I worked at a camp when I was in college, and a lot of those kids told me that they assumed that I was a terrorist because of being Muslim. When I would first meet them, they would be so scared of me, because they didn’t know what to make of me.

I feel like a certain element of social media has made us lose our ability to humanize people. And that’s something that terrifies me, honestly.

Esposito I’m thinking back to conversations we had almost four years ago now. So my memory is a bit hazy. But I also have a memory of you talking to me about when you made the decision to stop wearing hijab and how professionally other people spoke to you differently and treated you differently.

Yasin: I stopped wearing it in 2009. The attitude of people toward me changed once they thought I was white. The microaggressions that had happened before on a daily basis — someone being really rude to me, someone assuming I couldn’t speak English — just stopped happening completely.
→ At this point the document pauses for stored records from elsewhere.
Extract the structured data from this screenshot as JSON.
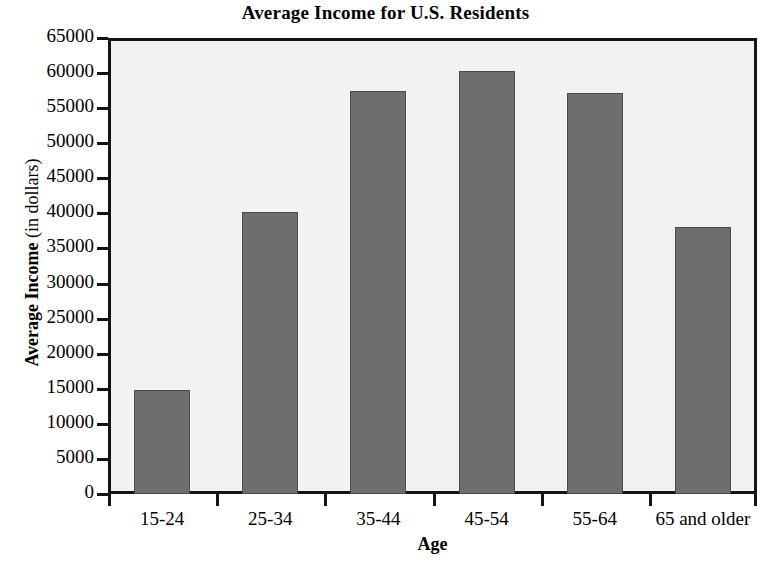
{
  "chart_data": {
    "type": "bar",
    "title": "Average Income for U.S. Residents",
    "xlabel": "Age",
    "ylabel_bold": "Average Income",
    "ylabel_light": "(in dollars)",
    "ylabel": "Average Income (in dollars)",
    "categories": [
      "15-24",
      "25-34",
      "35-44",
      "45-54",
      "55-64",
      "65 and older"
    ],
    "values": [
      14800,
      40200,
      57500,
      60300,
      57200,
      38000
    ],
    "ylim": [
      0,
      65000
    ],
    "ytick_step": 5000,
    "yticks": [
      0,
      5000,
      10000,
      15000,
      20000,
      25000,
      30000,
      35000,
      40000,
      45000,
      50000,
      55000,
      60000,
      65000
    ],
    "ytick_labels": [
      "0",
      "5000",
      "10000",
      "15000",
      "20000",
      "25000",
      "30000",
      "35000",
      "40000",
      "45000",
      "50000",
      "55000",
      "60000",
      "65000"
    ],
    "grid": false,
    "legend": false,
    "bar_color": "#6e6e6e",
    "bar_edge_color": "#4a4a4a",
    "plot_background": "#f2f2f0",
    "frame_color": "#141414",
    "text_color": "#000000"
  }
}
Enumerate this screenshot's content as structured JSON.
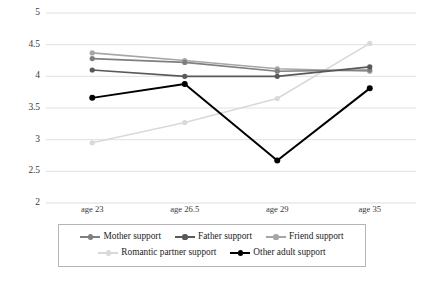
{
  "chart_data": {
    "type": "line",
    "title": "",
    "subtitle": "",
    "xlabel": "",
    "ylabel": "",
    "categories": [
      "age 23",
      "age 26.5",
      "age 29",
      "age 35"
    ],
    "ylim": [
      2,
      5
    ],
    "yticks": [
      "2",
      "2.5",
      "3",
      "3.5",
      "4",
      "4.5",
      "5"
    ],
    "ytick_values": [
      2,
      2.5,
      3,
      3.5,
      4,
      4.5,
      5
    ],
    "grid": true,
    "legend_position": "bottom",
    "series": [
      {
        "name": "Mother support",
        "color": "#7f7f7f",
        "marker": "circle",
        "values": [
          4.28,
          4.22,
          4.08,
          4.1
        ]
      },
      {
        "name": "Father support",
        "color": "#595959",
        "marker": "circle",
        "values": [
          4.1,
          4.0,
          4.0,
          4.15
        ]
      },
      {
        "name": "Friend support",
        "color": "#a6a6a6",
        "marker": "circle",
        "values": [
          4.37,
          4.25,
          4.12,
          4.08
        ]
      },
      {
        "name": "Romantic partner support",
        "color": "#d9d9d9",
        "marker": "circle",
        "values": [
          2.95,
          3.27,
          3.65,
          4.52
        ]
      },
      {
        "name": "Other adult support",
        "color": "#000000",
        "marker": "circle",
        "values": [
          3.66,
          3.88,
          2.67,
          3.81
        ]
      }
    ]
  },
  "legend": {
    "rows": [
      [
        "Mother support",
        "Father support",
        "Friend support"
      ],
      [
        "Romantic partner support",
        "Other adult support"
      ]
    ]
  },
  "axes": {
    "gridline_color": "#d9d9d9",
    "tick_label_color": "#3a3a3a"
  }
}
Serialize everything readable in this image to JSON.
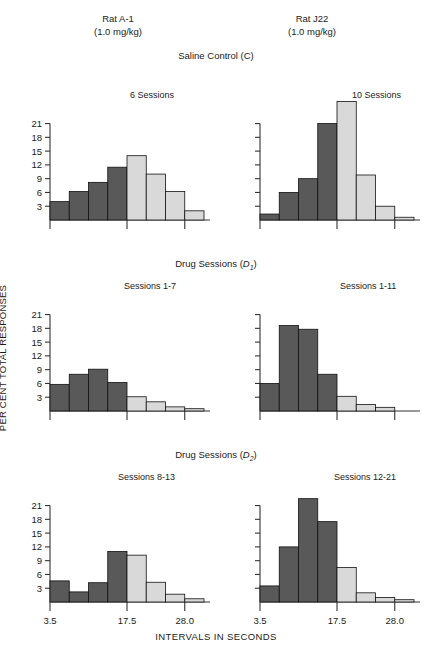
{
  "columns": [
    {
      "name": "Rat A-1",
      "dose": "(1.0 mg/kg)"
    },
    {
      "name": "Rat J22",
      "dose": "(1.0 mg/kg)"
    }
  ],
  "sections": [
    {
      "id": "saline",
      "label_main": "Saline Control (C)",
      "label_prefix": "Saline Control (C)",
      "sub": ""
    },
    {
      "id": "d1",
      "label_prefix": "Drug Sessions (",
      "sub": "1",
      "suffix": ")"
    },
    {
      "id": "d2",
      "label_prefix": "Drug Sessions (",
      "sub": "2",
      "suffix": ")"
    }
  ],
  "axes": {
    "ylabel": "PER CENT  TOTAL  RESPONSES",
    "xlabel": "INTERVALS IN SECONDS",
    "yticks": [
      3,
      6,
      9,
      12,
      15,
      18,
      21
    ],
    "ytick_labels": [
      "3",
      "6",
      "9",
      "12",
      "15",
      "18",
      "21"
    ],
    "xtick_labels": [
      "3.5",
      "17.5",
      "28.0"
    ],
    "ymax": 27
  },
  "colors": {
    "bar_dark": "#595959",
    "bar_light": "#d9d9d9",
    "bar_stroke": "#111111",
    "axis": "#333333",
    "text": "#1a1a1a",
    "background": "#ffffff"
  },
  "chart_data": {
    "type": "bar",
    "xlabel": "INTERVALS IN SECONDS",
    "ylabel": "PER CENT TOTAL RESPONSES",
    "ylim": [
      0,
      27
    ],
    "grid": false,
    "legend": "none",
    "bin_count": 8,
    "xtick_labels": [
      "3.5",
      "17.5",
      "28.0"
    ],
    "xtick_bins": [
      0,
      4,
      7
    ],
    "note": "First four bins are shaded dark, last four bins are shaded light.",
    "panels": [
      {
        "id": "saline-a1",
        "row": "Saline Control (C)",
        "subject": "Rat A-1",
        "sessions_label": "6 Sessions",
        "show_yticks": true,
        "values": [
          4.0,
          6.2,
          8.2,
          11.5,
          14.0,
          10.0,
          6.2,
          2.0
        ],
        "shades": [
          "dark",
          "dark",
          "dark",
          "dark",
          "light",
          "light",
          "light",
          "light"
        ]
      },
      {
        "id": "saline-j22",
        "row": "Saline Control (C)",
        "subject": "Rat J22",
        "sessions_label": "10 Sessions",
        "show_yticks": false,
        "values": [
          1.3,
          6.0,
          9.0,
          21.0,
          25.8,
          9.8,
          3.0,
          0.6
        ],
        "shades": [
          "dark",
          "dark",
          "dark",
          "dark",
          "light",
          "light",
          "light",
          "light"
        ]
      },
      {
        "id": "d1-a1",
        "row": "Drug Sessions (D1)",
        "subject": "Rat A-1",
        "sessions_label": "Sessions 1-7",
        "show_yticks": true,
        "values": [
          5.8,
          8.0,
          9.1,
          6.2,
          3.1,
          2.0,
          0.9,
          0.5
        ],
        "shades": [
          "dark",
          "dark",
          "dark",
          "dark",
          "light",
          "light",
          "light",
          "light"
        ]
      },
      {
        "id": "d1-j22",
        "row": "Drug Sessions (D1)",
        "subject": "Rat J22",
        "sessions_label": "Sessions 1-11",
        "show_yticks": false,
        "values": [
          6.0,
          18.6,
          17.8,
          8.0,
          3.2,
          1.4,
          0.8,
          0.0
        ],
        "shades": [
          "dark",
          "dark",
          "dark",
          "dark",
          "light",
          "light",
          "light",
          "light"
        ]
      },
      {
        "id": "d2-a1",
        "row": "Drug Sessions (D2)",
        "subject": "Rat A-1",
        "sessions_label": "Sessions 8-13",
        "show_yticks": true,
        "values": [
          4.6,
          2.2,
          4.2,
          11.0,
          10.2,
          4.3,
          1.7,
          0.7
        ],
        "shades": [
          "dark",
          "dark",
          "dark",
          "dark",
          "light",
          "light",
          "light",
          "light"
        ]
      },
      {
        "id": "d2-j22",
        "row": "Drug Sessions (D2)",
        "subject": "Rat J22",
        "sessions_label": "Sessions 12-21",
        "show_yticks": false,
        "values": [
          3.5,
          12.0,
          22.5,
          17.5,
          7.5,
          2.0,
          1.0,
          0.5
        ],
        "shades": [
          "dark",
          "dark",
          "dark",
          "dark",
          "light",
          "light",
          "light",
          "light"
        ]
      }
    ]
  }
}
People were just nicer to me.

Esposito: Let’s talk about the function of what you do and how you approach it. Part of the job is figuring out the algorithms, right? Is it hard keeping yourself motivated to do that? Because it’s just a non-stop process. It’s not like you have a golden rule that exists forever, like pivoting to video and saving media, for example.
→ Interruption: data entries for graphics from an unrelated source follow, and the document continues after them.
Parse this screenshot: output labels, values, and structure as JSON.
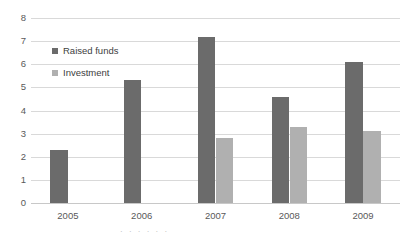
{
  "chart_data": {
    "type": "bar",
    "title": "",
    "subtitle": "",
    "xlabel": "",
    "ylabel": "",
    "categories": [
      "2005",
      "2006",
      "2007",
      "2008",
      "2009"
    ],
    "series": [
      {
        "name": "Raised funds",
        "color": "#6b6b6b",
        "values": [
          2.3,
          5.3,
          7.2,
          4.6,
          6.1
        ]
      },
      {
        "name": "Investment",
        "color": "#b0b0b0",
        "values": [
          null,
          null,
          2.8,
          3.3,
          3.1
        ]
      }
    ],
    "ylim": [
      0,
      8
    ],
    "yticks": [
      "0",
      "1",
      "2",
      "3",
      "4",
      "5",
      "6",
      "7",
      "8"
    ],
    "grid": true,
    "legend_position": "inside-upper-left",
    "gridline_color": "#d9d9d9",
    "background": "#ffffff"
  },
  "legend": {
    "items": [
      {
        "label": "Raised funds",
        "marker": "square-marker"
      },
      {
        "label": "Investment",
        "marker": "square-marker"
      }
    ]
  },
  "caption": {
    "clipped_text": "· · · · · ·"
  }
}
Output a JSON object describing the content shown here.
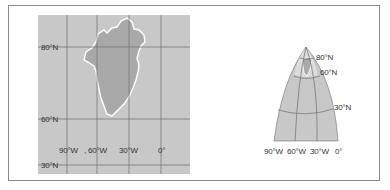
{
  "figure": {
    "left_panel": {
      "projection": "cylindrical",
      "lat_labels": [
        "80°N",
        "60°N",
        "30°N"
      ],
      "lon_labels": [
        "90°W",
        ", 60°W",
        "30°W",
        "0°"
      ],
      "feature": "Greenland"
    },
    "right_panel": {
      "projection": "conic",
      "lat_labels": [
        "80°N",
        "60°N",
        "30°N"
      ],
      "lon_labels": [
        "90°W",
        "60°W",
        "30°W",
        "0°"
      ],
      "feature": "Greenland"
    },
    "colors": {
      "map_fill": "#c8c8c8",
      "land_fill": "#a9a9a9",
      "coast": "#ffffff",
      "grid": "#6e6e6e",
      "frame": "#8a8a8a"
    }
  }
}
Yasin: Yeah, I mean … woof.

In my line of work, in particular, there are a lot of snake oil salesmen who pretend like they understand the algorithms. And I think the basic thing that anyone who has any shade of a social job knows is that we literally don’t understand the algorithm, right? We can optimize as much as we can, and we can try to position things as well as we can, and we have tools to understand how the algorithms have changed and what they might be prioritizing or how they might be feeding things or how the tech companies are thinking about changing them.

But at the same time, they are changing so much that the way that we would hurt ourselves is by having a static mentality toward how the algorithm works. There’s no transparency. We have a general sense of how people are seeing content, and we can guess how things are shifting. But if there’s a big algorithm change, that really hurts digital organizations a lot.
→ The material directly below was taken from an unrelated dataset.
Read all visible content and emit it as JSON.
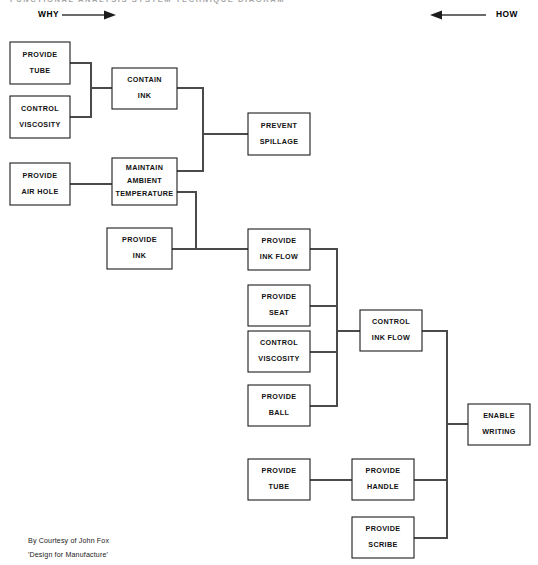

Esposito: What scares you? This is an open-ended question deliberately. So it can be what scares you now, it could be what scares you about the future … And I guess if nothing scares you, you can say so, but that’s not very cool.

Yasin: I think what scares me is the inability for people to hear each other at this specific point in time.

If I may go back to the beginning of my career, around [the time of] these revolutions in the Middle East, it felt like people were being heard. That’s kind of naive, right, but I was in my early 20s and that’s what that does to you: You think there’s all this change that’s coming, blah, blah, blah.

Now, I’m thinking about the opposite end of that. We’re at a point where these platforms are not the places for amplifying voices that we don’t hear from. They can now be used very cynically and everyone has their own version of reality … The example I always use is, for example, homelessness. I grew up in Raleigh and it’s very purple … no one [used to say] homelessness doesn’t exist. People argued over how to address homelessness. Now, it’s like: is this even real?

Esposito: How do you stay motivated, then?

Yasin: I think that there are a lot of people who want this to change. And I think that a lot of people want to have good conversations. I have a lot of issues with Tiktok, but one thing I like about teens and how teens are using Tiktok is that they seem to be surprised by the toxicity of comments on other platforms.

For [the millennial generation], we were like, “Don’t read the comments. We’re just going to ignore this part of it.” And they’re like, oh, no, we’re embracing this, and this isn’t going to be a toxic place. And I like that, because I feel like it shows that the next generation thinks that the internet is a real place. We sometimes conduct ourselves online as if it doesn’t count in real life. And I think that Gen Z knows that there is some weight to what you say on the internet, because they’ve seen the consequences of that in every possible way.

Photo by wallsdontlie used under a Creative Commons license.

POSTED     April 21, 2021, 11:01 a.m.